Who is really Undateable?

Poster showing six people of both sexes with various disabilities, with the slogan "The Undateables: Love is blind, disfigured, autistic ..."

Channel 4 has been advertising a forthcoming TV show titled “The Undateables”, in which they try to hook up various people with disabilities and disfigurements which might have been getting in the way of them getting a date up until then. The advert features six people with different impairments, some of them not noticeable with others more obvious — the one at top right clearly has Osteogenesis Imperfecta or “brittle bone disease” — and the slogan “Love is blind, disfigured, autistic …”. It starts at 9pm on 3rd April. (More: Lisy’s TV Thoughts, Same Difference, Blue Crisps, Lisa Egan @ Liberal Conspiracy.)

I know a number of people with various disabilities and the number who are truly undateable — who have absolutely no chance of finding a partner — are very small, in my observation. I am aware of people who have quite considerable disabilities, including people with severe ME on its own and combined with autism, people with severe physical degenerative disorders such as Ehlers-Danlos syndrome and muscular dystrophy, blind people including one with a high-level spinal-cord injury, and people with severe forms of epidermolysis bullosa (EB), which causes extreme fragility of the skin with a tendency to form blisters and open wounds, who have been able to have relationships and even marriages and children. Quite possibly, the only people who have no chance are those with very severe intellectual disabilities and those with a very low tolerance for human company (such as some autistics and those with very severe ME).

It has been suggested that the reason so many disabled people have no partner is that 70% of people have said they would not have sex with someone with a physical disability. The problem is that some of these people would not have had the opportunity to get to know someone with such a disability, and if a relationship develops, it may lead to them doing something they had expected they wouldn’t. Not all — or perhaps even most — relationships develop with a “date” or an encounter at a night-club or something similar. There are a number of other ways for them to develop: mutual acquaintances, workplace or social contact, social networking sites, introduction agencies and so on, any of which might lead to a more meaningful relationship than a meeting in a club where people are often uninhibited (hence the men who say things like “you’re pretty, but I won’t date a girl in a wheelchair”, and that’s when the girl in the wheelchair has even been able to get through the door).

I write as someone recently diagnosed with Asperger’s syndrome who, apart from a brief period many years ago, has never had a relationship and is still single and living with Mum and Dad. Someone with an autistic spectrum disorder might well have quite exacting standards — compatibility with any hygiene quirks, for example — and might then have mood-swings, anxiety, other mental health problems, and will need someone who is able to deal with these along with perhaps an unusual response to emotional situations and so on. They may also have opportunities to form relationships with others with the same condition, but Asperger’s may make two people entirely incompatible with each other, as one may be unable to cope with the other’s different needs. People with a physical disability may also have different (and more stringent) suitability criteria — someone willing to try different things in the bedroom, to accommodate health crises and hospital stays, to perform care duties when nobody else can or will, not to be put off by stares or hostility, and so on; they also have to filter out “devotees” or people who are specifically turned on by their disability.

For a show that airs in a couple of weeks, there is not much publicity around about the show itself, apart from the billboard ad — there was this article on C4’s website from when “The Undateables” was only a working title, and this page which gives a short explanation and, despite being the page for “series 1, episdode 1”, does not mention how many other episodes there are, who is in it or what their impairment is. The programme enlists the help of “one of the biggest personal introductions agencies in the UK” which uses “pro-active searching methods to find perfect matches”, but they have yet to name the agency and it remains to be seen whether they will deal with the needs that come with each particular disability (as they are very different) with the requisite sensitivity — how often do they deal with clients with disabilities and other special needs? How long will they give the agency, and the disabled participants, to “find love” before abandoning them? A programme on this issue would be welcome, but this format — getting an agency to hook them up with someone over a period of a few weeks — presents the danger of oversimplifying the matter and producing exploitative cheap TV, which seems to be reflected in the poster which has already appeared on various billboards.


## WHAT IS REQUIRED
Repeat the entries below word for word, though any picture in them should be dropped.

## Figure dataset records
• • • • •

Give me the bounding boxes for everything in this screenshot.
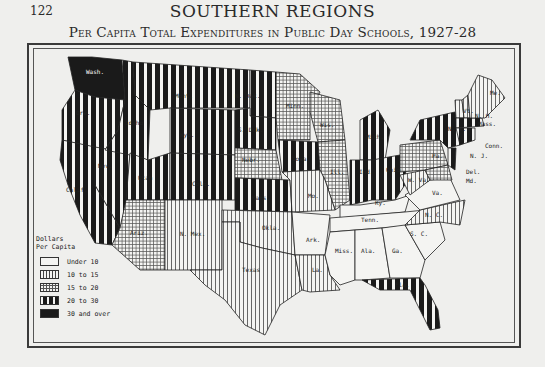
label-sdak: S. Dak.: [238, 126, 263, 133]
label-texas: Texas: [242, 266, 260, 273]
label-ark: Ark.: [306, 236, 320, 243]
legend: Dollars Per Capita Under 10 10 to 15 15 …: [40, 235, 110, 320]
label-kans: Kans.: [252, 194, 270, 201]
label-idaho: Idaho: [125, 119, 143, 126]
label-ill: Ill.: [330, 168, 344, 175]
label-nebr: Nebr.: [242, 156, 260, 163]
label-va: Va.: [432, 189, 443, 196]
label-colo: Colo.: [192, 180, 210, 187]
label-ind: Ind.: [359, 168, 373, 175]
label-mich: Mich.: [366, 133, 384, 140]
swatch-solid-black-icon: [40, 309, 59, 318]
label-calif: Calif.: [66, 186, 88, 193]
label-vt: Vt.: [463, 107, 474, 114]
label-nev: Nev.: [98, 162, 112, 169]
state-nebr: [235, 148, 282, 180]
label-ga: Ga.: [392, 247, 403, 254]
label-nc: N. C.: [425, 211, 443, 218]
legend-item-20-to-30: 20 to 30: [40, 294, 110, 307]
label-ndak: N. Dak.: [235, 92, 260, 99]
label-nj: N. J.: [470, 152, 488, 159]
swatch-bold-vertical-icon: [40, 296, 59, 305]
label-la: La.: [312, 266, 323, 273]
label-miss: Miss.: [335, 247, 353, 254]
label-pa: Pa.: [432, 152, 443, 159]
label-mo: Mo.: [308, 192, 319, 199]
label-me: Me.: [490, 89, 501, 96]
label-okla: Okla.: [262, 224, 280, 231]
swatch-thin-vertical-icon: [40, 270, 59, 279]
label-wash: Wash.: [86, 68, 104, 75]
label-del: Del.: [466, 168, 480, 175]
label-fla: Fla.: [395, 281, 409, 288]
label-wis: Wis.: [320, 121, 334, 128]
swatch-crosshatch-icon: [40, 283, 59, 292]
label-ny: N. Y.: [448, 125, 466, 132]
label-nh: N. H.: [475, 112, 493, 119]
legend-item-30-and-over: 30 and over: [40, 307, 110, 320]
label-ala: Ala.: [361, 247, 375, 254]
label-mass: Mass.: [478, 120, 496, 127]
state-ark: [292, 212, 330, 255]
label-iowa: Iowa: [292, 155, 307, 162]
label-wyo: Wyo.: [180, 131, 194, 139]
swatch-blank-icon: [40, 257, 59, 266]
label-ariz: Ariz.: [130, 229, 148, 236]
label-ohio: Ohio: [386, 166, 401, 173]
legend-item-10-to-15: 10 to 15: [40, 268, 110, 281]
state-ind: [350, 160, 372, 205]
state-nj: [448, 148, 456, 170]
label-minn: Minn.: [286, 102, 304, 109]
label-md: Md.: [466, 177, 477, 184]
legend-item-15-to-20: 15 to 20: [40, 281, 110, 294]
label-nmex: N. Mex.: [180, 230, 205, 237]
legend-item-under-10: Under 10: [40, 255, 110, 268]
label-sc: S. C.: [410, 230, 428, 237]
label-utah: Utah: [138, 174, 153, 181]
label-conn: Conn.: [485, 142, 503, 149]
label-mont: Mont.: [175, 92, 193, 99]
state-colo: [170, 153, 235, 200]
label-ore: Ore.: [76, 109, 90, 116]
state-wis: [310, 92, 345, 142]
label-wva: W. Va.: [408, 176, 430, 183]
legend-title: Dollars Per Capita: [36, 235, 110, 251]
label-tenn: Tenn.: [361, 216, 379, 223]
label-ky: Ky.: [375, 199, 386, 207]
state-mont: [133, 62, 250, 110]
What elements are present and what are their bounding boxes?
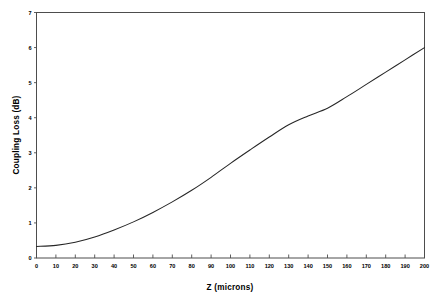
x-tick-label: 200 bbox=[420, 263, 429, 269]
chart-figure: 0102030405060708090100110120130140150160… bbox=[0, 0, 444, 305]
y-tick-label: 0 bbox=[28, 255, 31, 261]
x-tick-label: 190 bbox=[400, 263, 409, 269]
x-tick-label: 80 bbox=[189, 263, 195, 269]
x-tick-label: 100 bbox=[226, 263, 235, 269]
y-tick-label: 3 bbox=[28, 150, 31, 156]
x-axis-tick-labels: 0102030405060708090100110120130140150160… bbox=[35, 263, 429, 269]
x-tick-label: 180 bbox=[381, 263, 390, 269]
x-axis-ticks bbox=[37, 255, 425, 259]
y-axis-title: Coupling Loss (dB) bbox=[12, 95, 21, 174]
y-axis-tick-labels: 01234567 bbox=[28, 10, 32, 262]
x-tick-label: 110 bbox=[245, 263, 254, 269]
x-tick-label: 120 bbox=[265, 263, 274, 269]
x-tick-label: 0 bbox=[35, 263, 38, 269]
x-tick-label: 160 bbox=[342, 263, 351, 269]
x-tick-label: 130 bbox=[284, 263, 293, 269]
x-tick-label: 170 bbox=[362, 263, 371, 269]
y-tick-label: 6 bbox=[28, 45, 31, 51]
plot-frame bbox=[37, 13, 425, 259]
y-tick-label: 4 bbox=[28, 115, 32, 121]
x-tick-label: 90 bbox=[208, 263, 214, 269]
x-tick-label: 70 bbox=[169, 263, 175, 269]
data-series-group bbox=[37, 48, 425, 247]
y-tick-label: 5 bbox=[28, 80, 31, 86]
x-tick-label: 140 bbox=[303, 263, 312, 269]
y-tick-label: 7 bbox=[28, 10, 31, 16]
x-axis-title: Z (microns) bbox=[207, 283, 254, 292]
coupling-loss-curve bbox=[37, 48, 425, 247]
x-tick-label: 150 bbox=[323, 263, 332, 269]
x-tick-label: 10 bbox=[53, 263, 59, 269]
x-tick-label: 60 bbox=[150, 263, 156, 269]
x-tick-label: 40 bbox=[111, 263, 117, 269]
x-tick-label: 30 bbox=[92, 263, 98, 269]
x-tick-label: 50 bbox=[130, 263, 136, 269]
coupling-loss-line-chart: 0102030405060708090100110120130140150160… bbox=[0, 0, 444, 305]
x-tick-label: 20 bbox=[72, 263, 78, 269]
y-tick-label: 2 bbox=[28, 185, 31, 191]
y-tick-label: 1 bbox=[28, 220, 31, 226]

• • • • •

## WORKED SOLUTION
Give me the bounding boxes for everything in this screenshot.
label-sdak: S. Dak.: [238, 126, 263, 133]
label-texas: Texas: [242, 266, 260, 273]
label-ark: Ark.: [306, 236, 320, 243]
legend: Dollars Per Capita Under 10 10 to 15 15 …: [40, 235, 110, 320]
label-kans: Kans.: [252, 194, 270, 201]
label-idaho: Idaho: [125, 119, 143, 126]
label-ill: Ill.: [330, 168, 344, 175]
label-nebr: Nebr.: [242, 156, 260, 163]
label-va: Va.: [432, 189, 443, 196]
label-colo: Colo.: [192, 180, 210, 187]
label-ind: Ind.: [359, 168, 373, 175]
label-mich: Mich.: [366, 133, 384, 140]
swatch-solid-black-icon: [40, 309, 59, 318]
label-calif: Calif.: [66, 186, 88, 193]
label-vt: Vt.: [463, 107, 474, 114]
label-nev: Nev.: [98, 162, 112, 169]
state-nebr: [235, 148, 282, 180]
label-ga: Ga.: [392, 247, 403, 254]
label-nc: N. C.: [425, 211, 443, 218]
legend-item-20-to-30: 20 to 30: [40, 294, 110, 307]
label-ndak: N. Dak.: [235, 92, 260, 99]
label-nj: N. J.: [470, 152, 488, 159]
swatch-bold-vertical-icon: [40, 296, 59, 305]
label-la: La.: [312, 266, 323, 273]
label-miss: Miss.: [335, 247, 353, 254]
label-pa: Pa.: [432, 152, 443, 159]
label-mo: Mo.: [308, 192, 319, 199]
label-me: Me.: [490, 89, 501, 96]
label-okla: Okla.: [262, 224, 280, 231]
swatch-thin-vertical-icon: [40, 270, 59, 279]
label-wash: Wash.: [86, 68, 104, 75]
label-del: Del.: [466, 168, 480, 175]
label-fla: Fla.: [395, 281, 409, 288]
label-wis: Wis.: [320, 121, 334, 128]
swatch-crosshatch-icon: [40, 283, 59, 292]
label-ny: N. Y.: [448, 125, 466, 132]
label-nh: N. H.: [475, 112, 493, 119]
legend-item-30-and-over: 30 and over: [40, 307, 110, 320]
label-ala: Ala.: [361, 247, 375, 254]
label-mass: Mass.: [478, 120, 496, 127]
state-ark: [292, 212, 330, 255]
label-iowa: Iowa: [292, 155, 307, 162]
label-wyo: Wyo.: [180, 131, 194, 139]
swatch-blank-icon: [40, 257, 59, 266]
label-ariz: Ariz.: [130, 229, 148, 236]
label-ohio: Ohio: [386, 166, 401, 173]
legend-item-10-to-15: 10 to 15: [40, 268, 110, 281]
state-ind: [350, 160, 372, 205]
state-nj: [448, 148, 456, 170]
label-minn: Minn.: [286, 102, 304, 109]
label-md: Md.: [466, 177, 477, 184]
legend-item-15-to-20: 15 to 20: [40, 281, 110, 294]
label-nmex: N. Mex.: [180, 230, 205, 237]
legend-item-under-10: Under 10: [40, 255, 110, 268]
label-sc: S. C.: [410, 230, 428, 237]
label-utah: Utah: [138, 174, 153, 181]
label-conn: Conn.: [485, 142, 503, 149]
label-mont: Mont.: [175, 92, 193, 99]
state-colo: [170, 153, 235, 200]
label-ore: Ore.: [76, 109, 90, 116]
state-wis: [310, 92, 345, 142]
label-wva: W. Va.: [408, 176, 430, 183]
legend-title: Dollars Per Capita: [36, 235, 110, 251]
label-tenn: Tenn.: [361, 216, 379, 223]
label-ky: Ky.: [375, 199, 386, 207]
state-mont: [133, 62, 250, 110]
What elements are present and what are their bounding boxes?
x-tick-label: 200 bbox=[420, 263, 429, 269]
chart-figure: 0102030405060708090100110120130140150160… bbox=[0, 0, 444, 305]
y-tick-label: 0 bbox=[28, 255, 31, 261]
x-tick-label: 190 bbox=[400, 263, 409, 269]
x-tick-label: 80 bbox=[189, 263, 195, 269]
x-tick-label: 100 bbox=[226, 263, 235, 269]
y-tick-label: 3 bbox=[28, 150, 31, 156]
x-axis-tick-labels: 0102030405060708090100110120130140150160… bbox=[35, 263, 429, 269]
x-tick-label: 180 bbox=[381, 263, 390, 269]
x-axis-ticks bbox=[37, 255, 425, 259]
y-axis-title: Coupling Loss (dB) bbox=[12, 95, 21, 174]
y-axis-tick-labels: 01234567 bbox=[28, 10, 32, 262]
x-tick-label: 110 bbox=[245, 263, 254, 269]
x-tick-label: 120 bbox=[265, 263, 274, 269]
x-tick-label: 0 bbox=[35, 263, 38, 269]
x-tick-label: 160 bbox=[342, 263, 351, 269]
x-tick-label: 130 bbox=[284, 263, 293, 269]
x-tick-label: 170 bbox=[362, 263, 371, 269]
y-tick-label: 6 bbox=[28, 45, 31, 51]
plot-frame bbox=[37, 13, 425, 259]
y-tick-label: 4 bbox=[28, 115, 32, 121]
x-tick-label: 90 bbox=[208, 263, 214, 269]
x-tick-label: 70 bbox=[169, 263, 175, 269]
data-series-group bbox=[37, 48, 425, 247]
y-tick-label: 5 bbox=[28, 80, 31, 86]
x-tick-label: 140 bbox=[303, 263, 312, 269]
y-tick-label: 7 bbox=[28, 10, 31, 16]
x-axis-title: Z (microns) bbox=[207, 283, 254, 292]
coupling-loss-curve bbox=[37, 48, 425, 247]
x-tick-label: 150 bbox=[323, 263, 332, 269]
x-tick-label: 10 bbox=[53, 263, 59, 269]
x-tick-label: 60 bbox=[150, 263, 156, 269]
x-tick-label: 40 bbox=[111, 263, 117, 269]
x-tick-label: 30 bbox=[92, 263, 98, 269]
x-tick-label: 50 bbox=[130, 263, 136, 269]
coupling-loss-line-chart: 0102030405060708090100110120130140150160… bbox=[0, 0, 444, 305]
x-tick-label: 20 bbox=[72, 263, 78, 269]
y-tick-label: 2 bbox=[28, 185, 31, 191]
y-tick-label: 1 bbox=[28, 220, 31, 226]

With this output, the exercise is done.